Here at The Donkey Sanctuary, we strive to make the world a better place for donkeys and mules, but our sites also offer sanctuary to many other species, including bats!

At least 11 different species of bats have been recorded at the Sidmouth sanctuary, including rarities such as the barbastelle and greater horseshoe bat.

Much more noticeable are the pipistrelles (of which there are three species), those tiny flickering bats you may have spotted at dusk in your back garden. We survey bats for the same reason we survey birds and butterflies; they are sensitive to environmental change. Their presence can provide important information about the health of our environment.

Our Ecology and Conservation team study bat activity over the summer months, walking the same routes twice a month, covering a wide range of habitats such as donkey paddocks, scrub, grasslands, woodland edge and hedgerows. These Habitats provide a mixture of feeding areas for bats and features for commuting between these areas and their roosting sites.

Bats living at our Sidmouth headquarters may have benefited from lockdown last year after initial survey results found a rise in bat activity along visitor walkways.

Bats regularly commute along the hedges lining our walkways, which last summer offered a more suitable habitat after reducing cutting saw an increase in plant growth. The increase in plants, in turn, attracted more insects which may have supported higher levels of bat feeding activity.

Horror films, vampire literature, nocturnal habits and striking facial features have conspired to cast bats in a negative light. But bats are brilliant!

They play an important role in many environments, and some plants depend partly or wholly on bats to pollinate their flowers or spread their seeds, while other bats also help control pests by eating insects. Bats help our resident donkeys by munching on midges (a single pipistrelle can consume 3,000 midges a night!) that can make their life in the summer uncomfortable.

Interestingly, there were nearly five times more passes last summer by the rare barbastelle bat. Bats were frequently recorded commuting along the hedgerows and often recorded feeding where hedgerows formed junctions with others, especially if large trees were present in these locations.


What is being asked
What's wanted here is the full listing below, repeated exactly, with no images in it.

Data under study
————————

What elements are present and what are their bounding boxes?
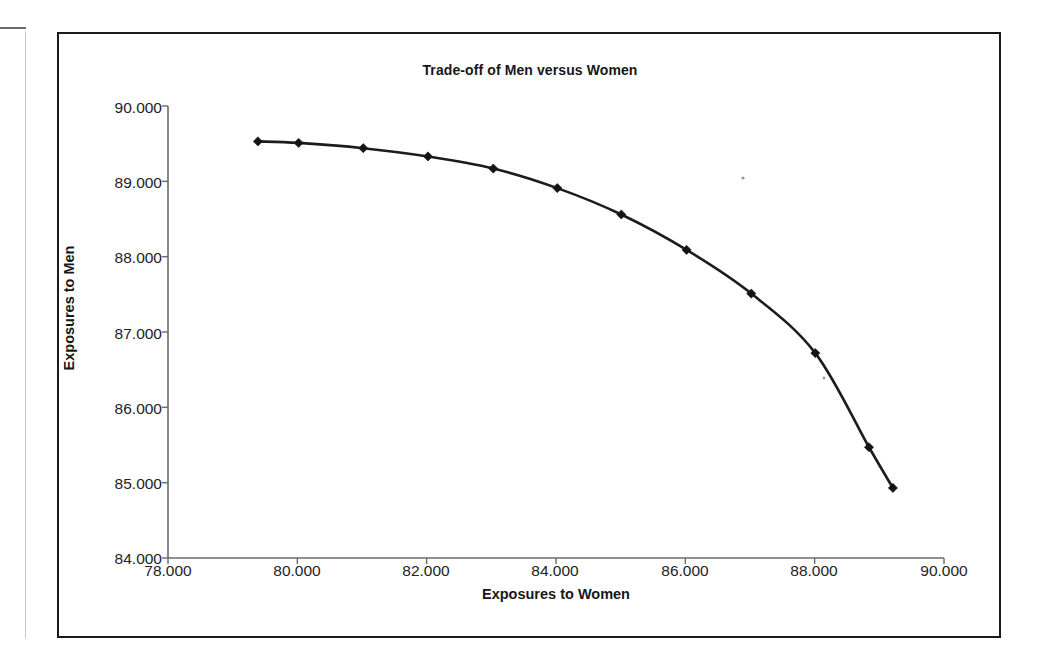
data-point-marker [747,289,756,298]
x-tick-label: 86.000 [640,562,730,580]
data-point-marker [682,245,691,254]
x-tick-label: 84.000 [510,562,600,580]
x-tick-label: 80.000 [252,562,342,580]
data-point-marker [423,152,432,161]
x-tick-label: 88.000 [769,562,859,580]
data-point-marker [294,138,303,147]
data-point-marker [253,137,262,146]
chart-plot-stage: Trade-off of Men versus Women Exposures … [0,0,1049,658]
y-tick-label: 85.000 [88,475,162,493]
x-tick-label: 90.000 [899,562,989,580]
y-tick-label: 87.000 [88,325,162,343]
data-point-marker [811,348,820,357]
scan-speck [741,176,744,179]
data-point-marker [553,184,562,193]
x-axis-title: Exposures to Women [168,586,944,602]
y-tick-label: 86.000 [88,400,162,418]
scan-speck [823,377,826,380]
series-line-trade-off [258,141,893,488]
data-point-marker [489,164,498,173]
y-tick-label: 89.000 [88,174,162,192]
series-markers [253,137,897,493]
data-point-marker [888,483,897,492]
chart-axes [168,106,944,558]
y-axis-title: Exposures to Men [61,208,77,408]
chart-title: Trade-off of Men versus Women [100,62,960,78]
chart-series [253,137,897,493]
data-point-marker [864,443,873,452]
chart-tick-marks [162,106,944,564]
y-tick-label: 90.000 [88,99,162,117]
x-tick-label: 78.000 [123,562,213,580]
x-tick-label: 82.000 [381,562,471,580]
data-point-marker [359,144,368,153]
y-tick-label: 88.000 [88,249,162,267]
data-point-marker [617,210,626,219]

————————

Response to the exercise
What elements are present and what are their bounding boxes?
data-point-marker [747,289,756,298]
x-tick-label: 86.000 [640,562,730,580]
data-point-marker [682,245,691,254]
x-tick-label: 84.000 [510,562,600,580]
x-tick-label: 80.000 [252,562,342,580]
data-point-marker [423,152,432,161]
x-tick-label: 88.000 [769,562,859,580]
data-point-marker [294,138,303,147]
data-point-marker [253,137,262,146]
chart-plot-stage: Trade-off of Men versus Women Exposures … [0,0,1049,658]
y-tick-label: 85.000 [88,475,162,493]
x-tick-label: 90.000 [899,562,989,580]
y-tick-label: 87.000 [88,325,162,343]
data-point-marker [811,348,820,357]
scan-speck [741,176,744,179]
data-point-marker [553,184,562,193]
x-axis-title: Exposures to Women [168,586,944,602]
y-tick-label: 86.000 [88,400,162,418]
scan-speck [823,377,826,380]
series-line-trade-off [258,141,893,488]
data-point-marker [489,164,498,173]
y-tick-label: 89.000 [88,174,162,192]
series-markers [253,137,897,493]
data-point-marker [888,483,897,492]
chart-axes [168,106,944,558]
y-axis-title: Exposures to Men [61,208,77,408]
chart-title: Trade-off of Men versus Women [100,62,960,78]
chart-series [253,137,897,493]
data-point-marker [864,443,873,452]
chart-tick-marks [162,106,944,564]
y-tick-label: 90.000 [88,99,162,117]
x-tick-label: 78.000 [123,562,213,580]
x-tick-label: 82.000 [381,562,471,580]
data-point-marker [359,144,368,153]
y-tick-label: 88.000 [88,249,162,267]
data-point-marker [617,210,626,219]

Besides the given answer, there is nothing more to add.